I sat down and finished the letter. There was but another line to it.

"I got my information about Rookley from an oldish man who came secretly here from Blackladies. He seemed in some doubt as to which of yourself or your cousin he should call master, but he was very insistent that I should let you know of his coming. I had, indeed, some difficulty in comprehending him, for now he wished me to style him 'Aron' to you and now 'Ashlock.' Altogether I thought it wiser to give him no news as to your whereabouts. This, however, is certain, from what he said to me—there is a watch set about Blackladies on the chance that you might return."

This last sentence troubled me exceedingly. For it had been growing in my mind that there was but one person who could tell me fully what I needed to know, and that person Mr. Jervas Rookley; and a vague purpose was gradually taking shape within me that I would once more make use of Mr. Curwen's stables, and riding one night round by Newlands valley and Keswick, seek to take Mr. Rookley by surprise, and wrest the truth from him. That project the letter seemed to strike dead. Accordingly I took the occasion to write to Lord Derwentwater, and implored him, if by any means he could, to inform himself more particularly of Anthony Herbert's arrest, and whither he had been taken. "For upon these two points," said I, "hangs not my safety, but my soul's salvation;" and so hurried Tash off before the poor man was halfway through his supper, and waited impatiently for an answer.

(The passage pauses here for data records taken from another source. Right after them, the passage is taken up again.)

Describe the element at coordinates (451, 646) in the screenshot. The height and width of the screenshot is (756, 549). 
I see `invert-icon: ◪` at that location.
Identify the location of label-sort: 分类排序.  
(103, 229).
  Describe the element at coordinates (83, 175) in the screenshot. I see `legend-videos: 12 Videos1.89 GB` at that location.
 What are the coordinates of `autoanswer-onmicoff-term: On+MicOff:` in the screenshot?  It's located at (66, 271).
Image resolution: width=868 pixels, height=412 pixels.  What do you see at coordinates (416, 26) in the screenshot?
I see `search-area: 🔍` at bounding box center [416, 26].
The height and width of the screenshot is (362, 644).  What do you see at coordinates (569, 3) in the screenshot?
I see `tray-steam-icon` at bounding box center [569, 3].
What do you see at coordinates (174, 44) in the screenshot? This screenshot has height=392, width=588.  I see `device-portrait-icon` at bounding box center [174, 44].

Now, during this period of waiting, since each time that I found myself alone with Mr. Curwen, his talk would wander back inquisitively to the French Court, discovering there a lustre which no doubt it had, and a chivalry which it no less certainly lacked, I began of a set purpose to avoid him; and avoiding him, was thrown the more into the company of Miss Dorothy. Moreover, the frankness with which she had hinted to me the weakness of her father, brought about a closer intimacy between us as of friend and friend rather than as of hostess and guest. It was as though Mary Tyson and she were continually building up out of their love a fence around the father, and she had joined me in the work.

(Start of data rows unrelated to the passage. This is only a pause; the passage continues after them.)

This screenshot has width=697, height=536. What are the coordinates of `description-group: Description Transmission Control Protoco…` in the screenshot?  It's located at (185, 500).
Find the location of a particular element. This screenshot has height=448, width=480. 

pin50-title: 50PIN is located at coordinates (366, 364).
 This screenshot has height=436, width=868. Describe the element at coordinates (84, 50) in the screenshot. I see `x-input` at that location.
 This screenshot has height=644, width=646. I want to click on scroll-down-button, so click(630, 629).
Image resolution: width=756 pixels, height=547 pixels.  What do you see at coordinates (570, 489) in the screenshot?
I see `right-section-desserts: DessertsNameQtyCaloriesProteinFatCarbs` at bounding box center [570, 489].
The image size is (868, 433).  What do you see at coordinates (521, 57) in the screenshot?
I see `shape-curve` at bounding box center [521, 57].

Many a time, when I was on the hillside behind the house I would be startled by the sight of a horse and the flash of a red-coat upon the horse's back, only to find my heart drumming yet the faster when I perceived that it was Miss Dorothy Curwen in her red cramoisie riding-habit. Maybe I would be standing no great distance from the house, and she would see me and come up the grass while I went down towards her, her hair straying about her ears and forehead in the sweetest disorder, and her cheeks wind-whipped to the rosiest pink. On the wet days, which were by no means infrequent, she would sit at her spinet and sing such old songs as that I had listened to on the first night of my coming. If the evenings were fine, we would sometimes row out upon Ennerdale water, in a crazy battered boat, so that I was more often baling out the leakage in a tin pannikin than pulling at the oars. And on afternoons, when the sunlight fell through the leaves like great spots of a gold rain we would climb up to the orchard, and I would spread an old cloak for her upon the grass, and we would sit amongst the crabbed trunks of trees. But at all times—in the dusk, when she sang and the rain whipped the panes; at night, when we rowed across the moonlit lake as across a silver mirror, in the hush of a world asleep—at all times a feverish impatience would seize on me for an answer to my letter, and a shadow would darken across our talk, so that thereafter I sat mum and glooming and heard little that was said to me. It was not, indeed, the shadow of the gallows, but rather of the fear lest while I lingered here at Applegarth, chance might thwart me of the gallows. For the girl's presence was to me as a perpetual accusation.

Upon one such occasion, when we were together in the orchard, she looked at me once or twice curiously.

"For one so imprudent," said she, a trifle petulantly, "you are extraordinary solemn."